A108942  (which is now an unrelated sequence)  was created on 2005-07-20 by Jonathan Vos Post (whom I befriended electronically only  much  later)  as a home for the  finite  sequence  (0,1,2,3,4,5,6,7,9,18,33).  Jonathan posted that with a reference to an article of mine and a piece of prose cut-and-pasted from it  (his motivations are explained elsewhere).  On 2009-10-24, M. F. Hasler  pointed out that the thing had already been filed much earlier as A007496, which is where the aforementioned prose can now be found.  This goes to show that almost every "cute" sequence is likely to be  already  part of OEIS.  Read before you write!
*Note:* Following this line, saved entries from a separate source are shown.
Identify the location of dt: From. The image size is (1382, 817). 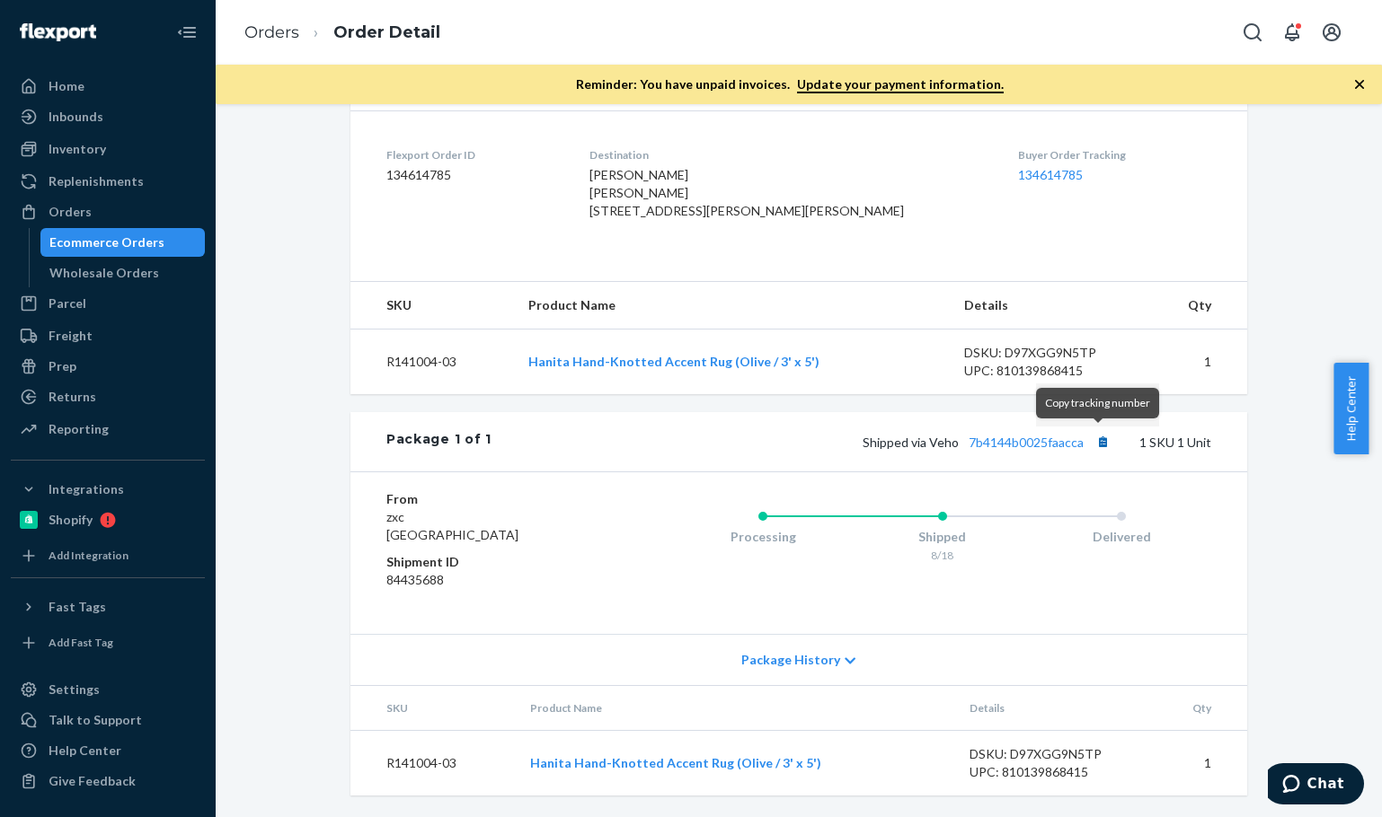
(493, 499).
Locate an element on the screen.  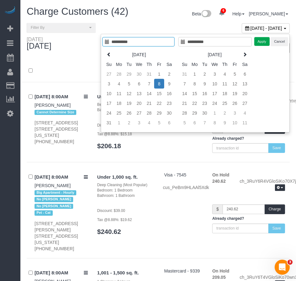
button: Cancel is located at coordinates (280, 41).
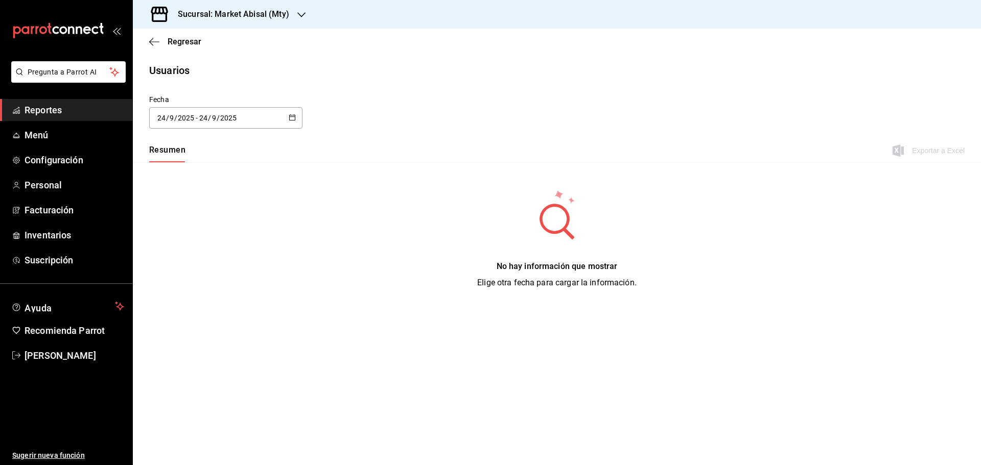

The simple sequence listed above as B101086 is not part of OEIS, although it was submitted at the indicated date, because it differs from two previously listed sequences  (A001607 and A077020)  by  signs  only.  Yet, that sequence has the simplest closed form among its siblings.  Originally, the EIS  (not yet "Online")  was essentially devised as a collection of unsigned sequences  (in the early printed versions, the lexicographic organization of the integer sequences was insensitive to signs).  This  historical bias  is still present in the current OEIS.  For example, I submitted A120629 as a sequence consisting entirely of  negative  values  (arguably, that's the best way ro present it).  It was immediately retitled and recorded as a sequence of absolute values, which now stands...

OEIS Celtic Bar
OEIS 100K E-Party (page 1)  
 Gerard P. Michon
Gérard P. Michon, Ph.D.
OEIS 100K E-Party (page 6)

Neologisms:

Here are the neologisms I coined  (I don't know where else to put that list).
I would have been glad to adopt pre-existing terminology but I couldn't find any.
   Hemicube
Hemicube

The above list is mostly for my own records, but it might help others trace the origins of words.